Coming up: "Those Were The Days 2.0 – The Beatles & Apple" by Stefan Granados

Not out until May in the U.S., apparently, but you can order it via Amazon now.

Details from the publisher, Cherry Red Records:

We proudly present a new and updated edition of the author’s critically acclaimed 2002 title ‘Those Were The Days’ – the definitive chronicle of The Beatles’ Apple organisation.

Much has changed within the music industry since the original publication of ‘Those Were The Days’, and the music and business of The Beatles and Apple has not been exempt from those changes. Since 2002, the organisation has learned to function in a digital world, The Beatles have become a Las Vegas attraction and accompanying brand, and have taken tentative steps into a marketplace that now demands a steady supply of archival reissues and creative repackaging. Perhaps most notably, and ironically, Apple also undertook a lengthy legal battle with one of the most powerful organisations on the planet, the omnipresent Apple Inc., whose technology largely enabled those wholesale changes to an industry whose model was cemented by The Beatles’ unprecedented multi-media popularity during the 1960s and beyond.

Nevertheless, Apple and its extended stable of artists (Mary Hopkin, James Taylor, Badfinger, Billy Preston, Hot Chocolate and many more), has endured into the 21st Century. In fact, Apple never really went away. Having long been regarded as the Beatles’ great folly, the reality of the company tells a different tale – through its careful cultivation of the Beatles’ brand and the interests of many other artists, it continues to turn over millions of pounds a year and, in many ways, has evolved into the business The Beatles envisioned all those years ago.

This new and expanded edition of ‘Those Were the Days’ brings the still-evolving Apple saga up to date, adding a significant amount of new information and images to the original work. Having conducted countless interviews with key players within the organisation over a twenty five year period, the author here brings an unrivalled wealth of knowledge and insight to one of the most revolutionary organisations the entertainment industry has ever known. DIY before there was DIY, and proudly anti-establishment in ethos, Apple remains both a fascinating subject for Beatle fans, musicologists and students of the 20th Century, and a treasure trove of do’s and don’ts for the aspiring musical impresario.

Stefan Granados also contributes to Shindig and other publications, and is a producer for the U.K. reissue label RPM Records, for whom he has curated the celebrated Apple Music Publishing compilation series as well as working with Apple Corps on the reissues of albums by Lon and Derrek Van Eaton, Grapefruit, and Mortimer.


What this task involves - Please output only the lines that begin at the line with "The height and" and run through the end of the entries below, exactly as written. Drop all pictures.

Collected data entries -
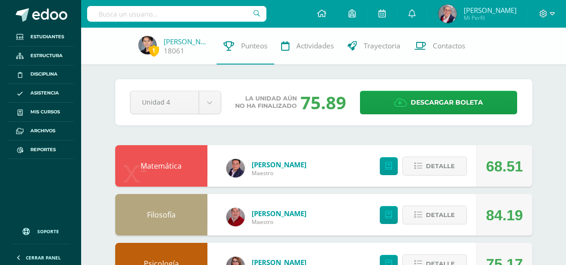 The width and height of the screenshot is (566, 265). Describe the element at coordinates (41, 56) in the screenshot. I see `a: Estructura` at that location.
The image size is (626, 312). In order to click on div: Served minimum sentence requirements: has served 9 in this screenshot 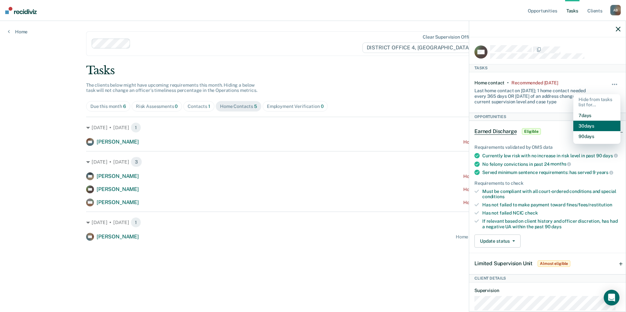, I will do `click(551, 172)`.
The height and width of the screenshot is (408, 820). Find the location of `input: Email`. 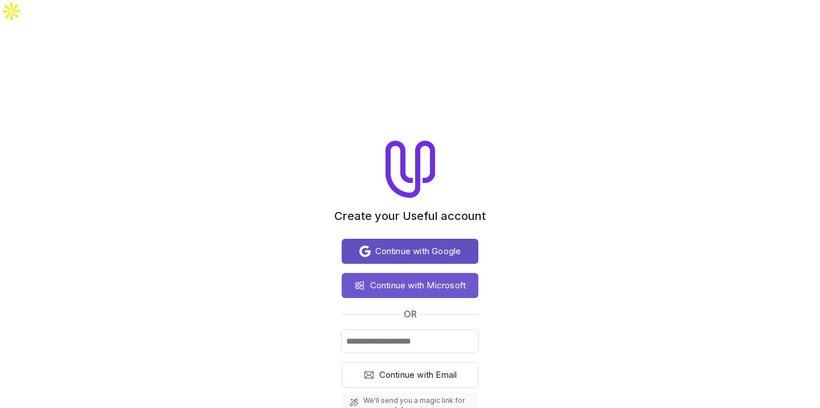

input: Email is located at coordinates (410, 341).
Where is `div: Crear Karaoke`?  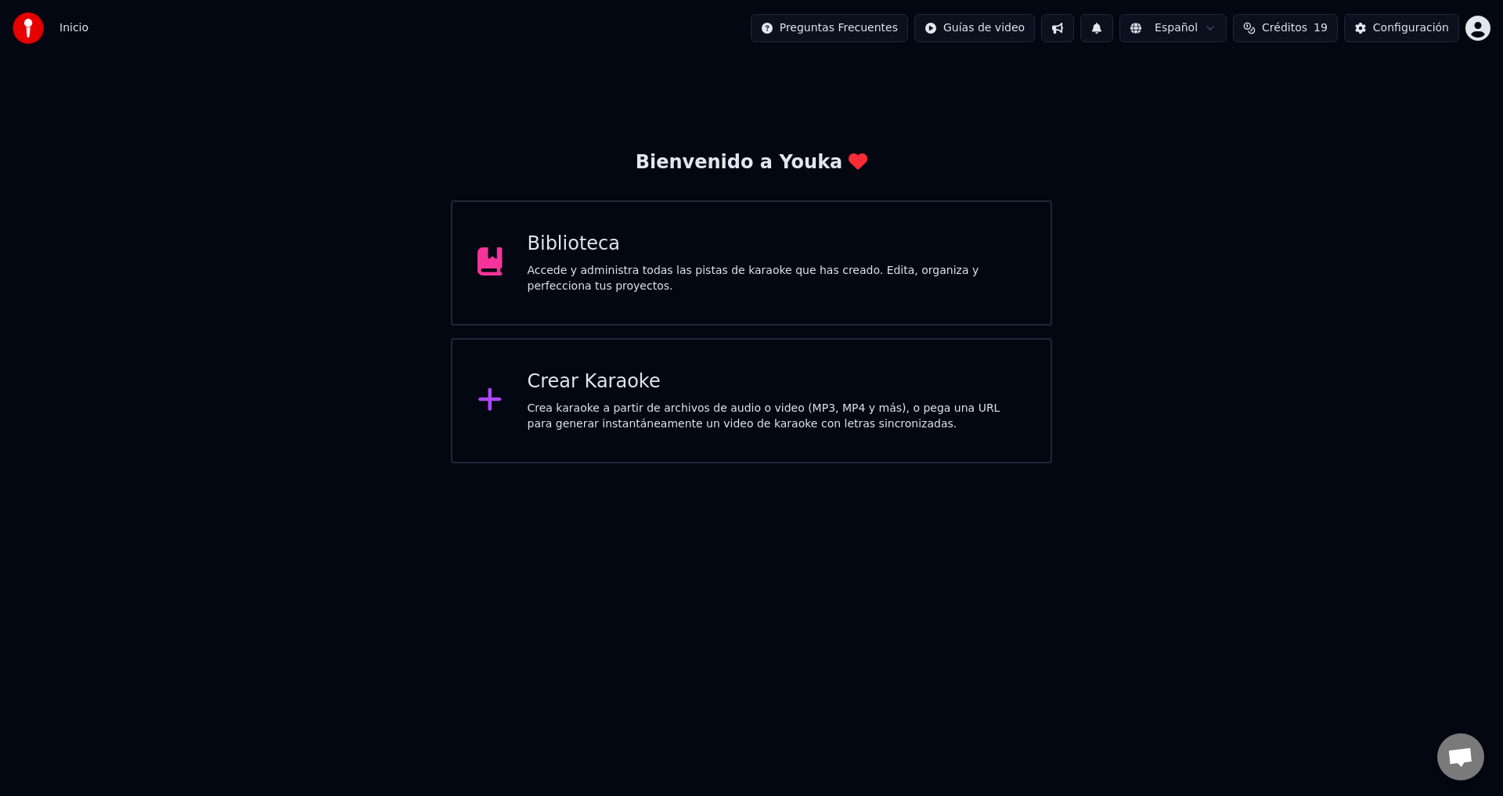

Result of the exercise -
The height and width of the screenshot is (408, 820). Find the location of `input: Email`. 

input: Email is located at coordinates (410, 341).
Where is `div: Crear Karaoke`?  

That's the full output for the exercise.